Some mute inglorious Milton here may rest,

Some Cromwell, guiltless of his country’s blood.”

Let it not, therefore, be imagined, from the foregoing instances, that every Greco-Roman Nose indicates an energetic statesman, or a literary monarch; or that the same actions are to be predicated from the same form of Nose in different men under different circumstances.

Energy and refinement may exist in every department of life. The peasant may furnish as illustrious an example of either as the Prince. But what a King has, these heroes want; and so they die unhonoured for lack of a record. The illustrations are, therefore, necessarily drawn from the high and mighty of various spheres.

Stars of lesser magnitude, however, present themselves to shed a further light upon the subject.

Sir Walter Raleigh and Sir Philip Sidney were two men whose characters exhibited many points of identity.

In any arduous enterprize which promised fame and honour, Sir Walter Raleigh was always prominent. Eager to support the Reformation, he served in the Protestant army as a volunteer during the civil wars in France, and afterwards tendered his services to the Netherlands in their contest with Spain for civil and religious liberty. One of the most attractive enterprizes of the reign of Elizabeth to men of energy and forethought was, however, that presented by the recently-opened field of American discovery. Into this Raleigh threw himself heart and soul. With his half-brother, Sir Humphrey Gilbert, he made the then perilous voyage to the New World, but failed to establish a firm footing on its shores.

Still he was not to be thus foiled. After a careful consideration of the best authorities, he came to the just conclusion that there was land north of the Gulf of Florida, a tract then wholly unexplored. Having obtained from the Queen the inexpensive grant of all he might discover, be it sea or be it land, be it inhabited or be it void, he fitted out vessels of discovery; and, though not permitted by the wary Queen to accompany them himself, they verified his predictions by discovering the country now called Virginia—a name which the virgin Queen herself bestowed upon it.

But it was not by his energy that Raleigh alone distinguished himself. The young Protestant volunteer, and the American adventurer would long since have been forgotten among a host of compeers, had not he presented far higher claims to the notice of posterity. “Raleigh was one of those rare men who seem qualified to excel in all pursuits alike; and his talents were set off by an extraordinary laboriousness, and capacity of application. (I
II). As a navigator, soldier, statesman, and historian, his name is intimately and honourably linked with one of the most brilliant periods of British history.”[[18]]

Sir Walter Raleigh occupies a distinguished place in literature, both as a poet and an historian. It is probable that only a small portion of his poetry has come down to us. He seems to have regarded it but lightly himself, and many very beautiful pieces, which there is no reason to doubt owe their origin to his creative brain, are without name, and only preserved in some obscure miscellaneous collections, under the modest signature ‘Ignoto.’ One of these, sometimes entitled “The Lie,” and sometimes “The Soul’s Errand,” is as beautiful, as Christian, and as philosophic a poem as any in the language; yet so little pains did he take to secure to himself the literary fame of the words with which he had relieved his labouring soul, that it has been attributed to divers poetasters, and, among others, to that most wretched inharmonious scribe, Joshua Sylvester.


=== WORK ORDER ===
Taking the line with "Find man in this screenshot." as the first and the last line of the listing as the final one, please copy exactly those lines and no others, without pictures.

=== DATA TO PROCESS ===
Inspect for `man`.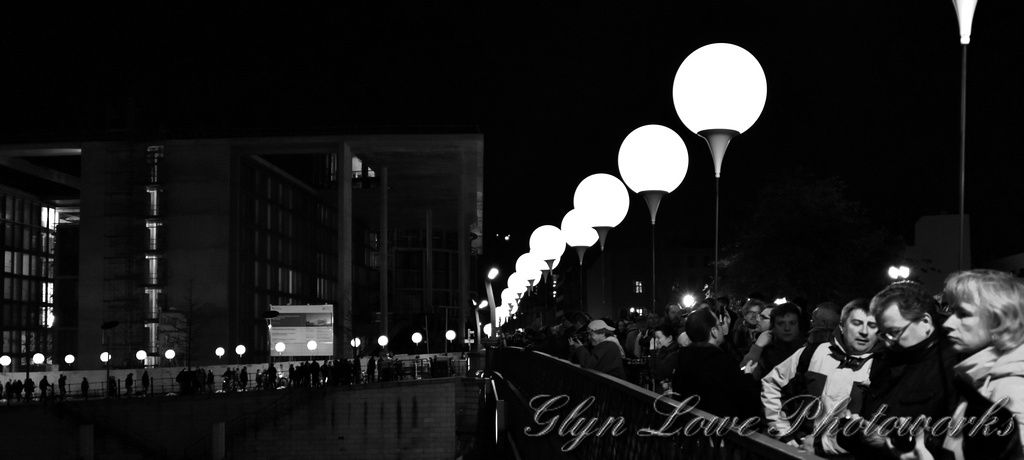
Inspection: <region>759, 303, 880, 449</region>.
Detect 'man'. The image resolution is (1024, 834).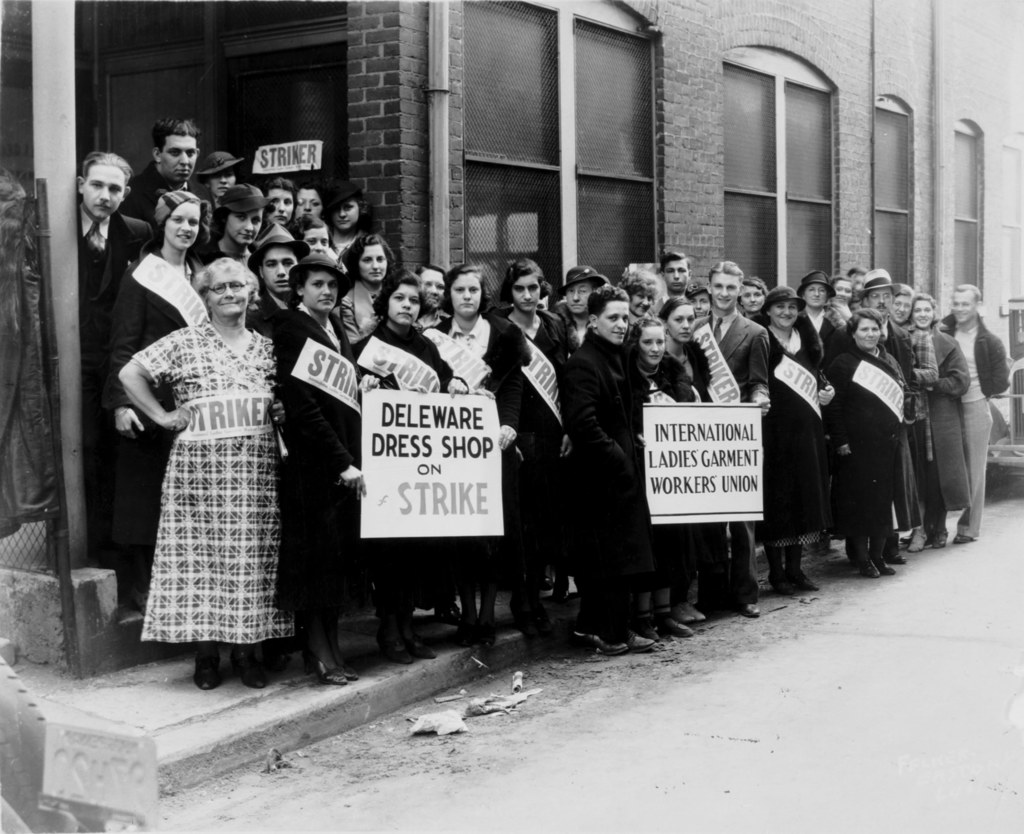
660,253,692,303.
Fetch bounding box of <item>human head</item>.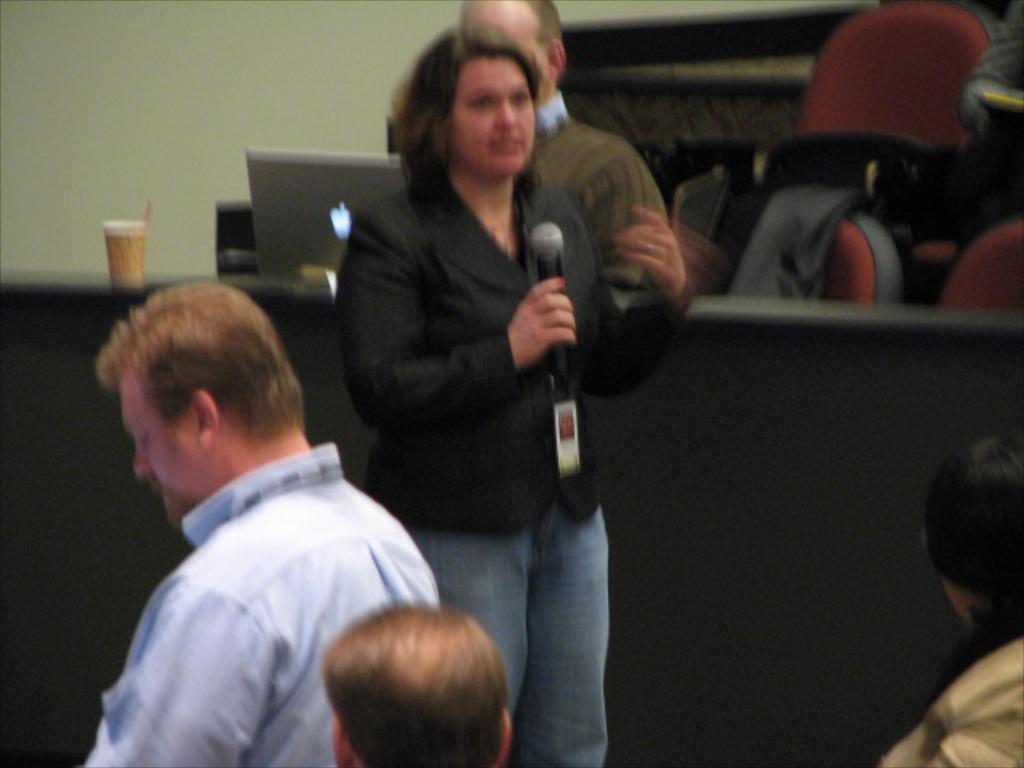
Bbox: {"x1": 462, "y1": 0, "x2": 571, "y2": 94}.
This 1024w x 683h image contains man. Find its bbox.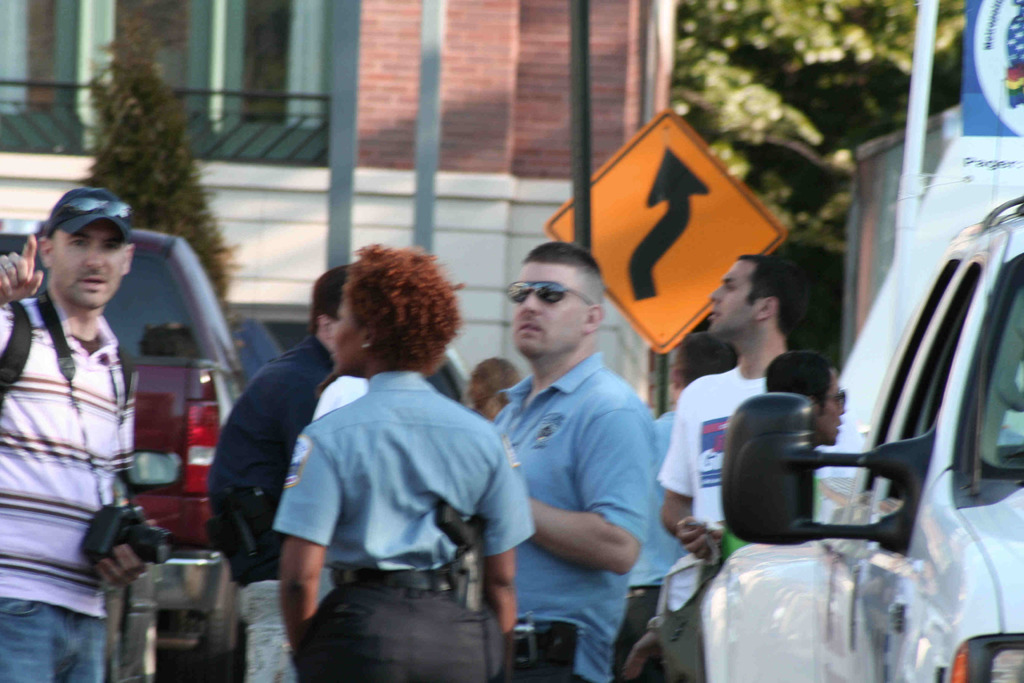
locate(488, 242, 662, 682).
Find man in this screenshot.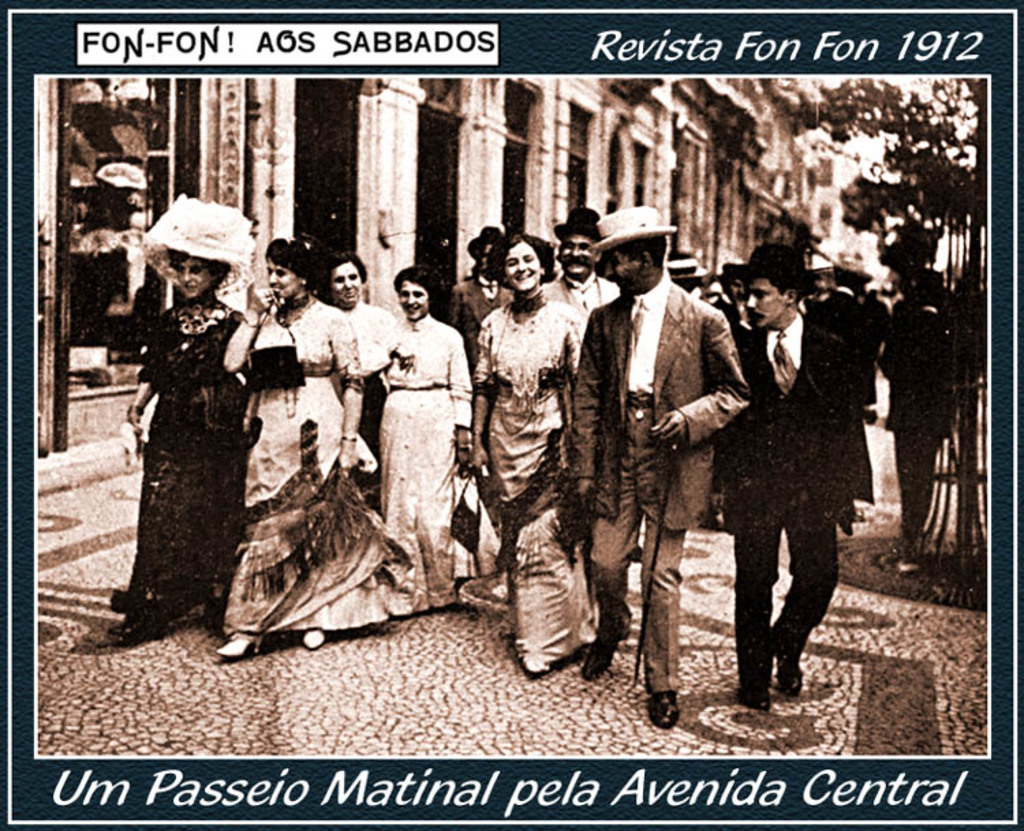
The bounding box for man is (x1=553, y1=202, x2=756, y2=733).
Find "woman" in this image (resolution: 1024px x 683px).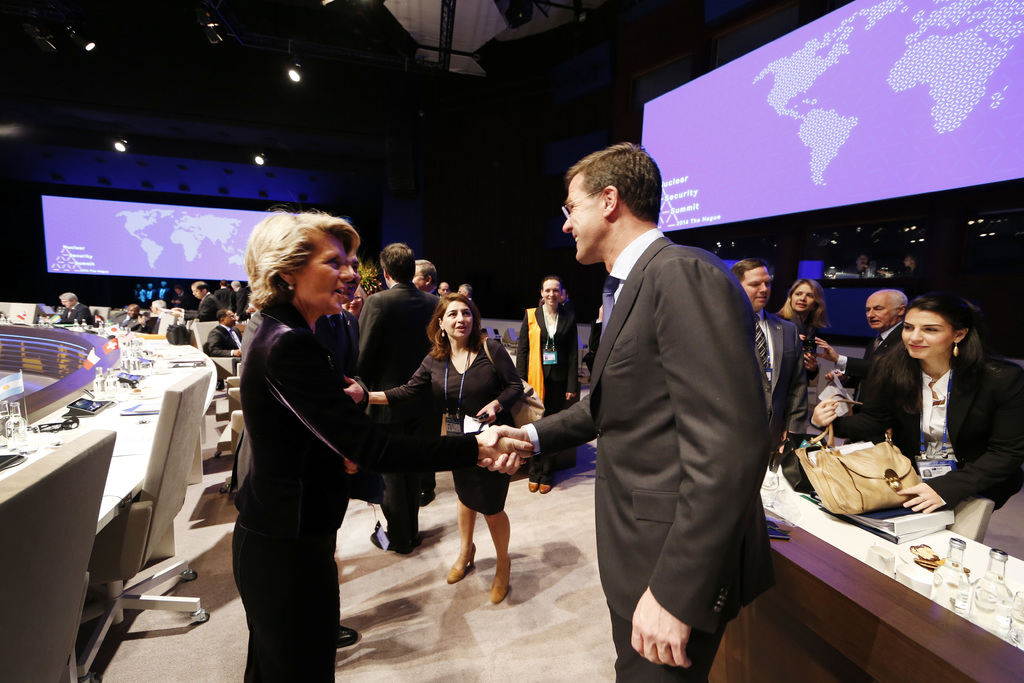
left=814, top=302, right=1023, bottom=510.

=== TASK ANSWER ===
Find man in this screenshot.
The bounding box for man is (x1=553, y1=202, x2=756, y2=733).
Find "woman" in this image (resolution: 1024px x 683px).
left=814, top=302, right=1023, bottom=510.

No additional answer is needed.